Concert

Programme Guide

Beethoven’s Second Piano Concerto is chronologically actually his First; he wrote it in his Bonn home before moving to Vienna. Compared to his four other contributions to the genre, it is rarely played today. One wonders why: the first movement offers both seriousness and pianistic brilliance, the Adagio captivates with song-like intimacy and the finale, marked by rhythmic wit, forms an impressive conclusion – especially when an artist as creative as Martha Argerich sits at the piano. Less than a year after her performance of Schumann’s Piano Concerto, the world-renowned pianist returns to the Berliner Philharmoniker. This time, too, the Philharmoniker’s honorary conductor Daniel Barenboim will be at the helm, who Argerich has been friends with for decades, both personally and artistically.

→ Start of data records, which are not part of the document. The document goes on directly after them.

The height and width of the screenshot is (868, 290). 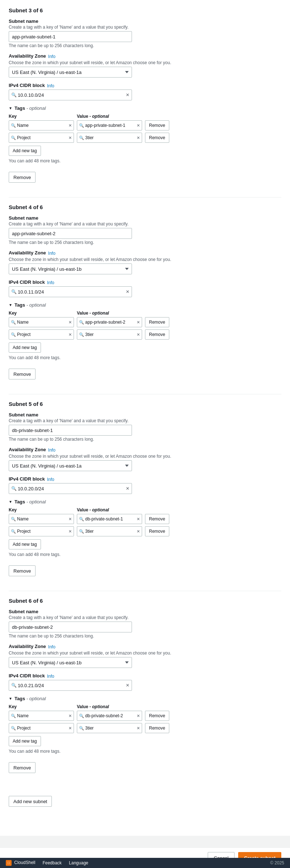 What do you see at coordinates (82, 728) in the screenshot?
I see `tag-value-search-icon: 🔍` at bounding box center [82, 728].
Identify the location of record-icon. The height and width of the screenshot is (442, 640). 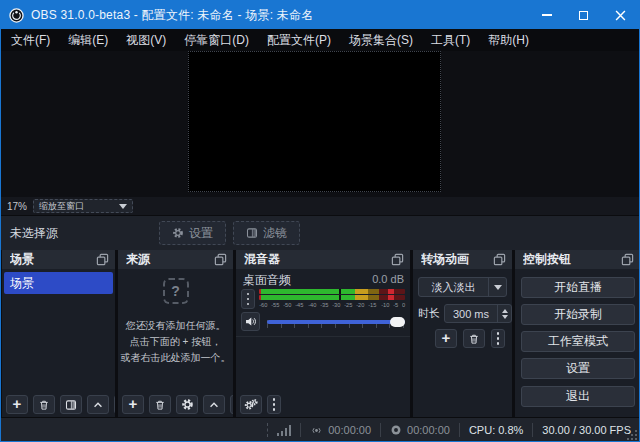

What distinguishes Brahms’s Third from his other three symphonies is, at first glance, above all its ending: after dramatic climaxes, the basic key of F major asserts itself in the finale, but the composition slowly fades in pianissimo without a showy final element. The famous violinist and Brahms friend Joseph Joachim spoke of a “redemption in its dying away”. Another striking feature of the symphony is its delightful ambivalence of tonality, a constant shifting between major and minor, which can already be heard in the first three chords. In contrast to the emotionally charged outer movements, the Andante and the graceful, melancholy Poco Allegretto have the character of enchanting intermezzi.